New Flame

New Flame

Despite his fictional-sounding life, the famous Italian seducer Giacomo Casanova was a real person who lived in 18th-century Venice. Now he’s come to New Haven, near the apex of Park Street, in the form of new Italian restaurant Casanova, where his epicurean lifestyle inspires the menu and his visage graces the facade, the interior and even the bill.

As with some of the original’s conquests, this new Casanova’s seduction of me began slowly. I was sitting at the bar, which is a pizza bar, not a liquor one. (There is, of sorts, a liquor bar, but it stands to the side and offers no seating.) Before me was a man I would come to know as Gennaro, a mostly Italian-speaking pizzaiolo who approached his craft like a true amante. Past him, in the oven, was a wood-fueled fire that looked inviting even on a hot summer evening. But the geometry of it all meant my servers had to speak to me from sideways or behind, so there wasn’t quite that immediate camaraderie that can spring up across a bar top. Thankfully, those servers, including general manager Giuseppe Passeggio, were warm and genuine enough to overcome the layout.

The first thing I ordered from them, off a cocktail list pinging some of Italy’s other historical heavyweights, was the Basilica di Bernini ($14), a sweet-at-first spritz with Italicus (a bergamot liqueur), prosecco, grapefruit, soda and basil blossom. Easy to drink, it was also a little complex with some sake funk and a minty finish, and it only got better as the grapefruit asserted itself farther down the glass.

I added to that a pizza: the Parmigiana ($21), hold the Parmesan. Cooked in a contemporary Neapolitan style, the dough was airy and chewy but also nicely charred. Bites of savory, unctuous, floral fried eggplant with creamy flesh and chewy-crispy skin crowded across the sweet and rich pomodoro like kids at a water park the weekend after school’s out. I started feeling full before the pie was half-gone, but it was so delicious that I finished it all anyway.

Finally, I ordered the Machiavello ($16), a boldly brown and murky mix of Amaro Averna, espresso reduction and rye whiskey infused with fig and charred rosemary. The coffee blast of the reduction hit me first, followed by the booziness of the rye and its darkly sweet and herbal infusions. Later, as the melt of the ice softened the drink’s edges, the flavors shifted toward something like dark chocolate drizzled with caramel and balsamic.

Machiavellian or not, such overtures were, like Casanova himself, hard to resist.

Written and photographed by Dan Mims.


## Problem
Across the entries below, count the lines in which the word "Promotion" occurs. Reply with the count alone.

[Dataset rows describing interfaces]

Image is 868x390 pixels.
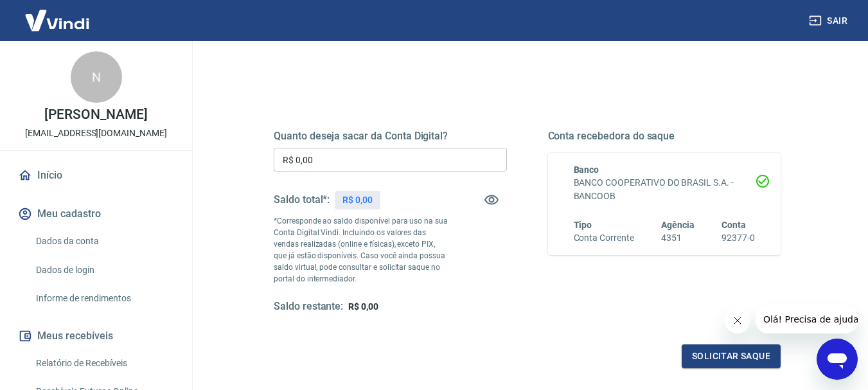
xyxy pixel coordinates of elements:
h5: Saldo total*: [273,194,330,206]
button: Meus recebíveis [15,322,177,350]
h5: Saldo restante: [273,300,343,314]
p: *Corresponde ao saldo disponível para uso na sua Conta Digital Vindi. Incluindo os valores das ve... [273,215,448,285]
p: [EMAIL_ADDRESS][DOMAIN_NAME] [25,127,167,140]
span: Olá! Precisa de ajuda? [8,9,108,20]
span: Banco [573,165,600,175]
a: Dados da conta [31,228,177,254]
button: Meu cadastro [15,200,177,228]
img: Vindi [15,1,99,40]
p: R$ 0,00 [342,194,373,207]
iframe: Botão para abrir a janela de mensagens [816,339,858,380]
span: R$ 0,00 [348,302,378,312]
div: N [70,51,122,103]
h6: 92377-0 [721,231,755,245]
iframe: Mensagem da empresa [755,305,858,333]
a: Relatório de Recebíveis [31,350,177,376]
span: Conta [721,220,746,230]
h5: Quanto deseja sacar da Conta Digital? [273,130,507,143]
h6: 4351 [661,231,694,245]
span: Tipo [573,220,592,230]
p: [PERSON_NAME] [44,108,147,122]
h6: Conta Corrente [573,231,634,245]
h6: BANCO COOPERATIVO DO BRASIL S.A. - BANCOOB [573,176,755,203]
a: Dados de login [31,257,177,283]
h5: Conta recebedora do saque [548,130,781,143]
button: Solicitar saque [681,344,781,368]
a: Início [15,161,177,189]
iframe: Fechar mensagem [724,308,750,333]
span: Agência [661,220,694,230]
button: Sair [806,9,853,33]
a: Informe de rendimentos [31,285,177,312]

* * *

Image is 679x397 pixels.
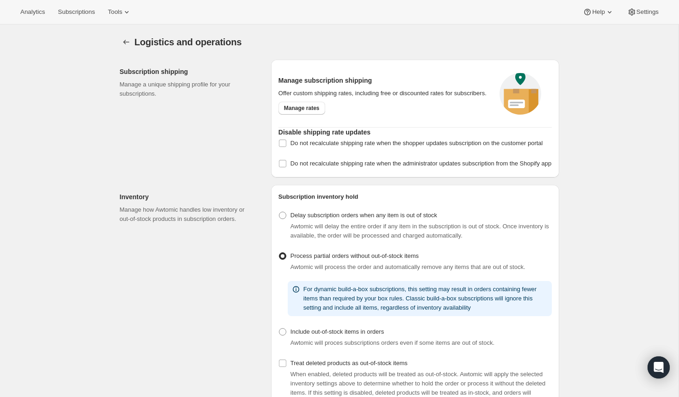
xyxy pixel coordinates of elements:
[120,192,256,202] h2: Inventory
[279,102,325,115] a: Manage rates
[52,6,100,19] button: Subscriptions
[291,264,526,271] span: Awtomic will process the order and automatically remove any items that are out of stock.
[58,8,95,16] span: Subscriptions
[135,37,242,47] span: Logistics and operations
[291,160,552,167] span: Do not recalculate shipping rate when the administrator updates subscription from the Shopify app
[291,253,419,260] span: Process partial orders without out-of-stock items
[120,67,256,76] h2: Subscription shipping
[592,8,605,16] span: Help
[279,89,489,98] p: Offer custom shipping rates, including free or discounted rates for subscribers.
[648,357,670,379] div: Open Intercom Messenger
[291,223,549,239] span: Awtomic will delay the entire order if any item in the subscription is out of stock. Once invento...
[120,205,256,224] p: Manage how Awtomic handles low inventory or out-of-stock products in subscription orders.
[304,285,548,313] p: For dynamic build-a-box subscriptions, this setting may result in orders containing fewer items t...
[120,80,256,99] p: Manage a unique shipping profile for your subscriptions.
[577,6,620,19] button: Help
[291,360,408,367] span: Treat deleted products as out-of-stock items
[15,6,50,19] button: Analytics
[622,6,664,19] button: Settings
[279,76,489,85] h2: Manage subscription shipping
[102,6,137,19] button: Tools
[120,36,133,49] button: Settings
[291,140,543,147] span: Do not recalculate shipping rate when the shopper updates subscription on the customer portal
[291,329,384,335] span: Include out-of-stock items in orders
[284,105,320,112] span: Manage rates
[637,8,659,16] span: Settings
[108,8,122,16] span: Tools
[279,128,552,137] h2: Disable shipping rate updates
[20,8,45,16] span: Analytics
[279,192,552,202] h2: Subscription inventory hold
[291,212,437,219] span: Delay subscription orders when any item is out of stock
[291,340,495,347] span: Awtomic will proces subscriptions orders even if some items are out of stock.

---

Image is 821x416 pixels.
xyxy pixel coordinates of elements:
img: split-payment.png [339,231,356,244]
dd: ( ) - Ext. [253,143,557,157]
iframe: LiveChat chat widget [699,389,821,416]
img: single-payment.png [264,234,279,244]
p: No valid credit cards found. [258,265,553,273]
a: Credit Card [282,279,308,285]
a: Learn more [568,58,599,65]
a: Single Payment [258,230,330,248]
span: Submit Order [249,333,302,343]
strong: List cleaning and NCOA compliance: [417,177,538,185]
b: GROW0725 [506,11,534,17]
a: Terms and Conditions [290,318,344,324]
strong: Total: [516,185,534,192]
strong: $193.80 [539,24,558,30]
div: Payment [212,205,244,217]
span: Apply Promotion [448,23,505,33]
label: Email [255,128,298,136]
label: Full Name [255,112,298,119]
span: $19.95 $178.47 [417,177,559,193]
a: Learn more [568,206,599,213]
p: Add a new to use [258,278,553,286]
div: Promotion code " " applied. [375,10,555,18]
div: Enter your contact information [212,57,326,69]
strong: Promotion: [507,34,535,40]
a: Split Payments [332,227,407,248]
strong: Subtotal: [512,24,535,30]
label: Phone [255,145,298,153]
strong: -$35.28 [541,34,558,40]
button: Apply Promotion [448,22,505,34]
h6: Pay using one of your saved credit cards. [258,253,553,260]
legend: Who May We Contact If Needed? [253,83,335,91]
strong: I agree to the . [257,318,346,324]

## Your solution
4